Week 2 — Bayes and Binomial
These two are your highest-yield topics. For Bayes: practice the “bag of balls” and “factory defects” templates until they feel mechanical. For Binomial: focus on “at least” and “at most” questions — these always require the complement method or careful summation.
Topper technique for Bayes: Always draw a quick tree diagram — Causes on the first branch, effects on the second. This makes visual. Students who skip the tree diagram make sign errors in the denominator calculation.
Week 3 — Statistics and Mixed Practice
Statistics is 1-2 hours of work. Variance formula, coefficient of variation, and mean deviation — know these cold. Then spend the rest of Week 3 on PYQs. Solve last 5 years of JEE Main papers, chapter-filtered. You’ll notice the same 4-5 templates recurring.
Time allocation in exam: Probability questions in JEE Main should take 2-3 minutes each. If you’re at 4+ minutes on a single question, mark and move — these questions reward quick pattern recognition, not grinding.
For “at least 1” problems, always use the complement: . This reduces a multi-term sum to a single calculation. This trick alone saves 90 seconds per question.
Common Traps
Trap 1 — Confusing “independent” with “mutually exclusive”
These are opposite ideas. Mutually exclusive means they can’t happen together: P(A∩B) = 0. Independent means knowing one doesn’t change the other: P(A∩B) = P(A)·P(B).
Two mutually exclusive events with non-zero probability are never independent. Examiners love this distinction in MCQ options.
Trap 2 — Forgetting to check if events are exhaustive in Bayes
The denominator in Bayes’ Theorem requires the events to be mutually exclusive and exhaustive (they must partition the sample space). If they don’t add up to the full sample space, Bayes doesn’t apply directly. Always verify before applying the formula.
Trap 3 — Wrong n in Binomial for “at least” questions
“Find P(at least 2 successes in 6 trials)” — many students write this as but accidentally use n=5 instead of n=6 in the term. Slow down when writing out the formula.
Trap 4 — Variance is not E(X²)
, not just . This is the most common arithmetic mistake in Statistics problems. Always subtract the square of the mean.
Trap 5 — Classical probability with ordered vs unordered samples
“Two balls are drawn from a bag” — are you counting ordered pairs or unordered pairs? Be consistent. If you use for total outcomes, use for favourable.
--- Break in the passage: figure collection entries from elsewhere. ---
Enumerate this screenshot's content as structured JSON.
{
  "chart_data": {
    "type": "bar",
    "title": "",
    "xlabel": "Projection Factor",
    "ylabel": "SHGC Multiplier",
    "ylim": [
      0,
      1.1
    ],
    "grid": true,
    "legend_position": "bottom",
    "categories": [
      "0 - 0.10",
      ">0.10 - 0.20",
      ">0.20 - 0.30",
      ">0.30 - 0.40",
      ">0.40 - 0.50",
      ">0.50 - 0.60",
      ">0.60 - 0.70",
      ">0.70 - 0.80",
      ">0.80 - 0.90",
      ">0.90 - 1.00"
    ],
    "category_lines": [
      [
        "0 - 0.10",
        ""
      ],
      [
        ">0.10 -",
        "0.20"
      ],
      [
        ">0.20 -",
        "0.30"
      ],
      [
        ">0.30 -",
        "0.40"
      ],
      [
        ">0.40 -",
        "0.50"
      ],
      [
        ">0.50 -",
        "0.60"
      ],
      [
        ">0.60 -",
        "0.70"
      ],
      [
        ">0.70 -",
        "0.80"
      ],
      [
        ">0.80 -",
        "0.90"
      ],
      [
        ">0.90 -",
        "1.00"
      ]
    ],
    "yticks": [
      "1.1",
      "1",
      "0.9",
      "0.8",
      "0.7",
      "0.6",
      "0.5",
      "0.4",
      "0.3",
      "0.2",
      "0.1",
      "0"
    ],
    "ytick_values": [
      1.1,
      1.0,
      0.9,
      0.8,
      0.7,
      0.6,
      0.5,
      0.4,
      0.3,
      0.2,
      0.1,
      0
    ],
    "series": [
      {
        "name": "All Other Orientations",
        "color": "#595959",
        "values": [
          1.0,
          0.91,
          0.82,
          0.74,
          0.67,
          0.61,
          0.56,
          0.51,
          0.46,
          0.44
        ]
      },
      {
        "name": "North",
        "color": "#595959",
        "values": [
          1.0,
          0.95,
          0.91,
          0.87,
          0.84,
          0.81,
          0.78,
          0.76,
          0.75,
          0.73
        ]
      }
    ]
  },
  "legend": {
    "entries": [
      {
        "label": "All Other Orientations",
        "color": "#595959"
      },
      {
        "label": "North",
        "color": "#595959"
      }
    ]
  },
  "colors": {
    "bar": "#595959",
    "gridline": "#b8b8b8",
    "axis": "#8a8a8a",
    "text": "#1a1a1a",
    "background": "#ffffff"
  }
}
Mixing ordered numerator with unordered denominator (or vice versa) gives the wrong answer even when your logic is right.
With 2-3 questions guaranteed in JEE Main and a clear set of repeating templates, Probability is one of the few chapters where consistent practice directly converts into marks. The students who score full marks here aren’t more talented — they’ve just seen the patterns often enough that the template recognition is automatic.